Willow and RJ each experienced traumatic childhood family violence—she, incest at her brother’s hands, and he, abandonment by an alcoholic and abusive mother. Years later, their relationship is continually undermined by ineffective conflict resolution skills, poor emotional communication, and both individual and mutual emotional dysregulation. Together they are struggling to maintain an intimate adult relationship. Fearful of their future together, deeply unhappy, and losing hope, they find their way to Barrett.
By watching Barrett at work with Willow and RJ, you will come away with not only a deep appreciation of the complex, destructive, and lingering impact of childhood trauma on adult relationships, but with new and effective skills for freeing your couples from its dark legacy. You will learn how to structure each clinical session to fit the overall arc of the Collaborative Change stage model by:
- creating a context for change through assessment, validation, attachment, and refuge building
- challenging patterns and cycles while expanding realities by helping to recognize vulnerabilities, resources, obstacles, and possibilities
- consolidating through practice, repetition, and opening pathways for evolution
And because Barrett actually weaves teaching into her therapeutic work with the couple, you will learn to:
- utilize informative and effective psychoeducation around the trauma response
- teach clients to communicate effectively around sensitive topics using curiosity, compassion, empathy, validation, patience, and intention
- improve client motivation for treatment by accentuating their strengths
- structure each of your sessions for optimal outcome by focusing on the pillars for healthy relationships-communication, respect, trust, friendship, humility, wisdom, generosity, collaboration
- address uncomfortable topics sensitively and respectfully
- weave reparative role plays into treatment
- create useful homework assignments around positive communication and problem solving
- build the essential ingredients of change into your treatment plan—connection, empowerment, value, knowledge, and hope
- flatten the therapeutic hierarchy to create a safe therapeutic space for these clients
- use your own gifts and skills to build the collaborative therapeutic relationship
So, regardless of your theoretical orientation to working with trauma, join us in this journey of treating complex developmental trauma and incest and become better prepared to liberate your own couples who have been denied happiness and connection by childhood interpersonal violence.
Length of Series: 6:00:37
English subtitles available

Mary Jo Barrett, MSW, is the Founder and Director of The Center for Contextual Change (CCC), located in Metro Chicago; a clinical Training Center specializing in The Collaborative Stage Model-a component phase model working with individuals, families, and groups.
Ms. Barrett is a nationally prominent expert in the treatment of trauma and traumatic violence in the family and in our communities who works extensively with helping therapists prevent Compassion Fatigue and heal from Vicarious Traumatization. She is a leading authority on family violence, including the physical and sexual abuse of children, neglect, incest, spouse abuse, and neighborhood gun violence, and has been working on these issues in since 1974. Ms. Barrett has co-authored
Treating Complex Trauma: A Relational Blueprint for Collaboration and Change (with Linda Stone Fish) and has co-authored two books with Dr. Terry Trepper:
Treating Incest: A Multiple Systems Perspective and T
he Systemic Treatment of Incest: A Therapeutic Handbook. She provides consultations, workshops, and courses, nationally and internationally, to families, lawyers, psychotherapists, social service providers, staff of residential treatment facilities and staff of governmental agencies.
Mary Jo Barrett was compensated for his/her/their contribution. None of his/her/their books or additional offerings are required for any of the Psychotherapy.net content. Should such materials be references, it is as an additional resource.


- WHAT TO DO -
With the pictures left out, please return exactly the line holding "The width and" and each following line until the entries end.

<<<<

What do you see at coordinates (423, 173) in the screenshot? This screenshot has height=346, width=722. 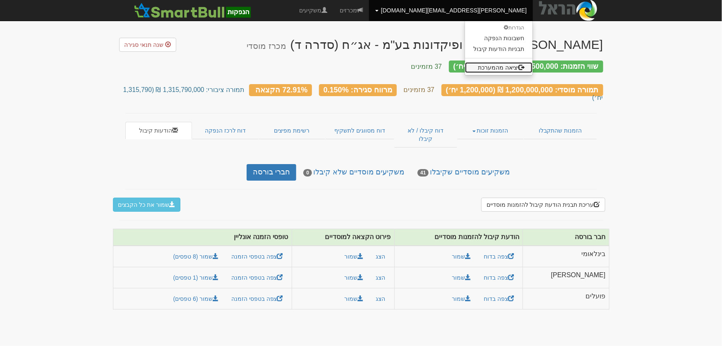 I see `span: 41` at bounding box center [423, 173].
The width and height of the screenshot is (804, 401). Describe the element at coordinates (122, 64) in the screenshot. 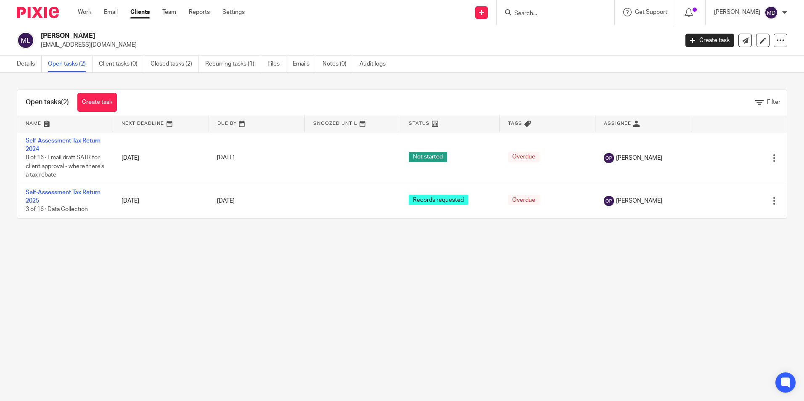

I see `a: Client tasks (0)` at that location.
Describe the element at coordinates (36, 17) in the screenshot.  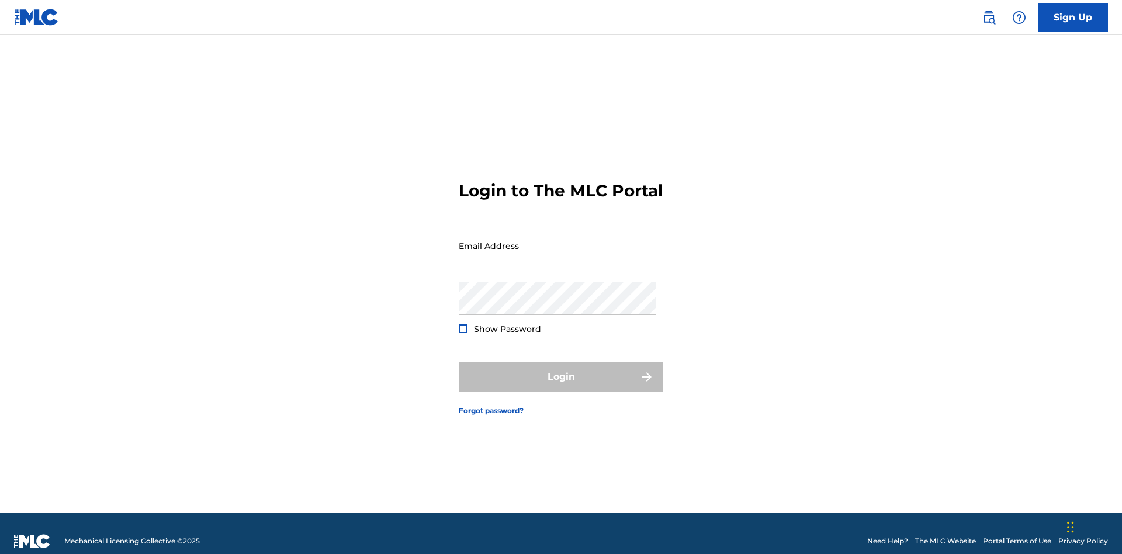
I see `img: MLC Logo` at that location.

>>>>

- THE COMPLETED TASK -
The width and height of the screenshot is (804, 401). Describe the element at coordinates (122, 64) in the screenshot. 

I see `a: Client tasks (0)` at that location.
Describe the element at coordinates (36, 17) in the screenshot.  
I see `img: MLC Logo` at that location.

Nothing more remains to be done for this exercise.